Project information queries
With all of the nodes and relationships loaded we can get a birds eye of the platform by querying for the nodes:
MATCH (n) RETURN n LIMIT 100
The query matches the first 100 nodes with any label (Project, Library or Resource) and returns the node to be displayed in the UI, which by default also shows the relationships between the nodes:
Here orange nodes are Project
s, red nodes are Library
s and the green nodes are Resource
s. The arrows between them show the relationships REFERENCES
and CAN_TALK_TO
.
The graph can be queried with the MATCH
keyword, desired properties of the nodes and relationships can be specified using an arrow like syntax.
MATCH p=(sn :MatchLabel)-[r :RELATIONSHIP_TYPE]->(en{prop: 'MatchPropValue'})
RETURN p
This query looks for results p
with the start node sn
of label MatchLabel
, connected by the relationship r
of type RELATIONSHIP_TYPE
to the end node en
that has the property prop
with value MatchPropValue
.
Query - Projects that depend on others
To find out which projects require authentication the graph can be queried for nodes connected by the CAN_TALK_TO
relationship nodes with name
equal to AuthService
and label Project
:
MATCH p=(p1)-[r:CAN_TALK_TO]->(p2:Project{name:'AuthService'})
RETURN p1.name
Query - Library audit
It can be useful to get an a view of the libraries that projects use. If an internal library Internal.Company.Lib
which targets netXXX
and netstandardXX
is used on the platform and a critical bug is fixed in a new version we can write a query to find the projects that consume the library:
MATCH p=(s:Project)-[r:REFERENCES]->(e:Library{name:"Internal.Company.Lib"})

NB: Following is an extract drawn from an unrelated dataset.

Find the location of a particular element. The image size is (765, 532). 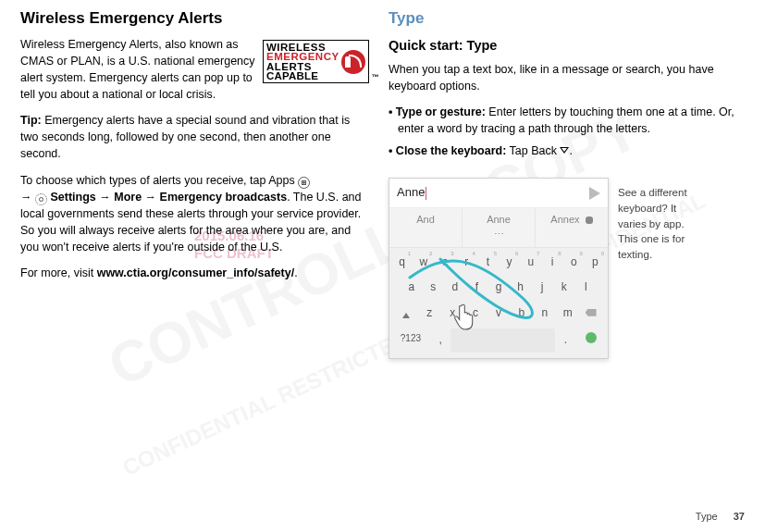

RETURN s.name, r.version, r.platform
Query - Code convention check
Queries can be written to check for breaking of internal code conventions. It is quite common for code solutions to include a separate project for the domain logic with a name that ends in .Domain
. It might be useful to keep domain projects free from database or http libraries, such as Dapper
and Flurl.Http
. It possible to check for projects that break this convention:
MATCH p=(ps)-[r:REFERENCES]->(e:Library)
WHERE ps.name ENDS WITH ".Domain" AND e.name IN ['Dapper', 'Flurl.Http']
RETURN ps.name
Running this on the dependency-visualiser-example repository shows no convention violations.
Conclusion
This post has shown how a .Net software platform dependencies can be modelled and analysed with F# and neo4j. This is my first experience using neo4j and i’ve been impressed with the intuitive nature of the query language.
The code for the console app is on github in case anyone wants to use it to analyse their platforms.